I have a table Named QueryField with the following structure:
QueryID
FieldID
FieldName
....
If I have 2 records on QueryField
QueryID FieldID FieldNAme
------------ --------- ----------
1 1 CustomerID
1 2 CustAddress
2 3 CustNo
2 4 CustomerPhone
I want to have a new table QueryFieldJoin which defines which fields in the 2 queries to use to join on. My idea was to have the following structure
LeftJoinFieldID (FK from FieldID of QueryField)
RightJoinFieldID (also FK from FieldID of QueryField)
JoinType (intersect, outer join).
PrimaryKey is a combination of LeftJoinFieldID and RightJoinFieldID
LeftJoinFieldID RightJoinFieldId JoinType
-------------- ---------------- --------
1 3 Intersect
This will work, however I feel that this isn't the best DB design having the same field as a foreign to two different columns on another table. Can anybody suggest a better approach?
The DB Design also depends on what are your needs:
1) Which queries do you need to answer?
2) How fast do you need to access those data?
From an expressive POV, your design can be correct but maybe not the best solution depending on which queries you need to run.
For Instance, you might consider to have three different tables: One for the Fields, one for The Queries and one Operations.
Or even one big table with everything there if you do not want to perform any Join.
I'm interested in T-SQL source code for synchronizing a table (or perhaps a subset of it) with data from another similar table. The two tables could contain any variables, for example I could have
base table source table
========== ============
id val id val
---------- ------------
0 1 0 3
1 2 1 2
2 3 3 4
or
base table source table
=================== ==================
key val1 val2 key val1 val2
------------------- ------------------
A 1 0 A 1 1
B 2 1 C 2 2
C 3 3 E 4 0
or any two tables containing similar columns with similar names. I'd like to be able to
check that the two tables have
matching columns: the source table has exactly the same columns as the base table and the datatypes match
make a diff from the base table to the source table
do the necessary updates, deletes and inserts to change the data in the
base table to correspond the source table
optionally limit the diff to a subset of the base table,
preferrably with a stored procedure. Has anyone written a stored proc for this or could you point to a source?

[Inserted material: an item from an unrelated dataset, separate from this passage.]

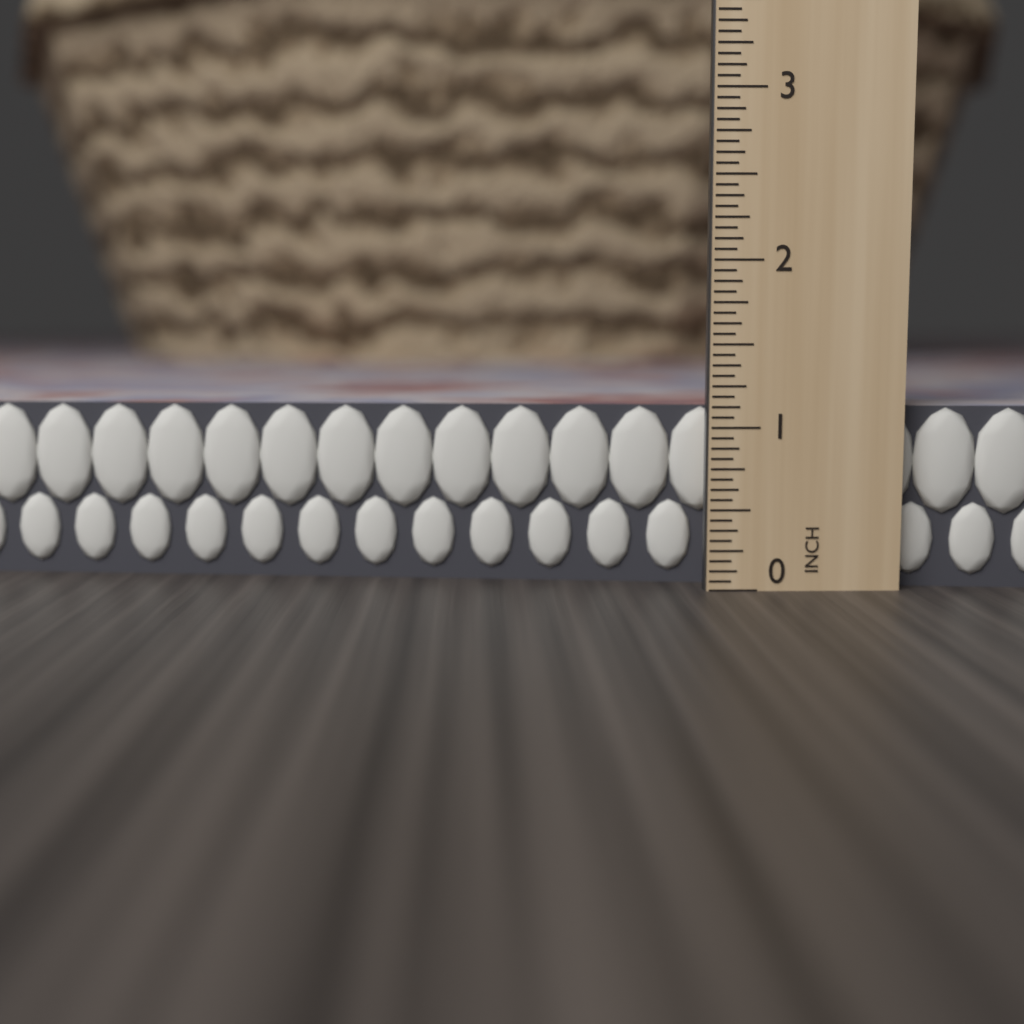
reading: 1.1250 in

SQL Server 2008 features the new merge statement. It's very flexible, if a bit complex to write out.
As an example, the following query would synchronize the #base and #source tables. It's limited to a subset of #base where id <> 2:
MERGE #base as tgt
USING #source as src
ON tgt.id = src.id and tgt.val = src.val
WHEN NOT MATCHED BY TARGET
THEN INSERT (id, val) values (src.id, src.val)
WHEN NOT MATCHED BY SOURCE AND tgt.id <> 2
THEN DELETE
Interesting question.
you could start from EXCEPT - INTERSECT
http://msdn.microsoft.com/en-us/library/ms188055.aspx
Here is readymade solution, may help you
http://www.sqlservercentral.com/scripts/Miscellaneous/30596/
Not sure if it's of any use to your specific situation, but this kind of operation is usually and relatively easily done using external tools (SQL Workbench diff, SQL Compare etc.).
It can even be scripted, just probably not invokable from a T-SQL procedure.